75th anniversary of historic invasion
17054617_web1_190606-DDAY-EarlMoffat
Earl Moffat was on the Normandy Beach on D-Day. (Photo courtesy Moffat family)

Even tiny Nakusp has a connection to one of the largest invasions in military history.

“Earl Moffat was in the army for D-Day,” says Nakusp Legion first vice-president Ken Williams.

Moffat, though from Saskatchewan, lived in Nakusp for 50 years, raising his family after moving there in the mid-1950s.

“They told him, ‘You’re going to be driving a jeep on D-Day for a colonel,’” says Williams.

“Now, this was very close to D-Day. And Earl thought about it and said, ‘We’re going to be coming off this landing craft, they don’t go anywhere near the beach. This jeep is going to be going into the water, and it’s going to stop the engine, because there’ll be water in the carburetor, and the exhaust.

“So he outfitted his Jeep with special pipes, and when he landed he just drove off the landing craft and onto the beach, and he was apparently the only one to make it without his officer getting his feet wet.”

The funny anecdote can’t mask the real horror and violence of that day.

“I asked Earl, ‘Were you scared on D-Day?’” recalls Williams. “And he said ‘Scared? I got out of that damn Jeep, and found cover until we could go up the hill.’”

Moffat, who passed away a few years ago, isn’t the only connection to the historic assault on Normandy’s beaches.

Williams’ father was also an active participant — not from the water, but from the air.

“My father was a navigator, and his bomber led its squadron, and their squadron led its group over on D-Day,” recalls Williams.

“I said to my dad, ‘D-Day started at 6 a.m.’ He said ‘Yeah, the invasion did, but the air invasion started at midnight the day before.’”

Williams’ father did two bombing runs that week in support of the ground troops.

“They bombed that night, had a break, ate breakfast, then loaded up again and bombed the next night as well,” he says.

He says it’s hard to imagine what these young men went through.

“They signed up to go to war because of the excitement. They were all young people,” he says. “Then all of a sudden they had to go and hit the beaches, and they knew a lot of them weren’t going to come back. That’s really something else, what they did. They couldn’t turn around after they were in. But they went ahead and did it.”

Williams’ father eventually made it home safely. At least, in body. Like many veterans, the war was something to put behind him.

“My dad, when he came home after the war, wanted to forget about it and get on with life,” he says. He recalls when his father went to a reunion of his old bomber group.
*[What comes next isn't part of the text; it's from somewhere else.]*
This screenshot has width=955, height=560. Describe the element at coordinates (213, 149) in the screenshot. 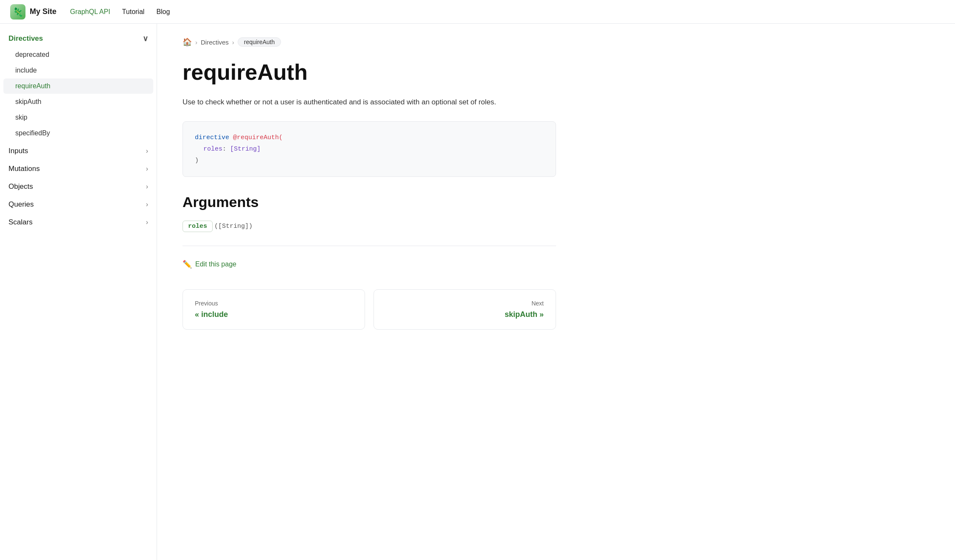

“I asked my dad if he saw anybody he knew there, but he wouldn’t talk to me about the reunion,” recalls Williams. “And I asked my mom, and she said ‘Are you stupid? His friends were either killed, or are old, or are dead. There was no one there he’s going to know.’”

For decades, members of the Nakusp Legion have remembered the men from their community who left for that war, and the seven from the community that didn’t return.

Now, the living memory of the war is passing on. Nakusp’s oldest vet recently passed away at 102.

The stark reality of the passage of time means there’s a danger we can forget the lessons taught by that war, and what led up to it, says Williams.

“One of the reasons for the war was economics — and bigotry. It was a whole mess of things, starting with the economy in Germany in the Dirty ‘30s” he says.

“So when you see economic situations like that coming around again, it affects us as well. We can’t forget how this happened, and make sure it doesn’t happen again.”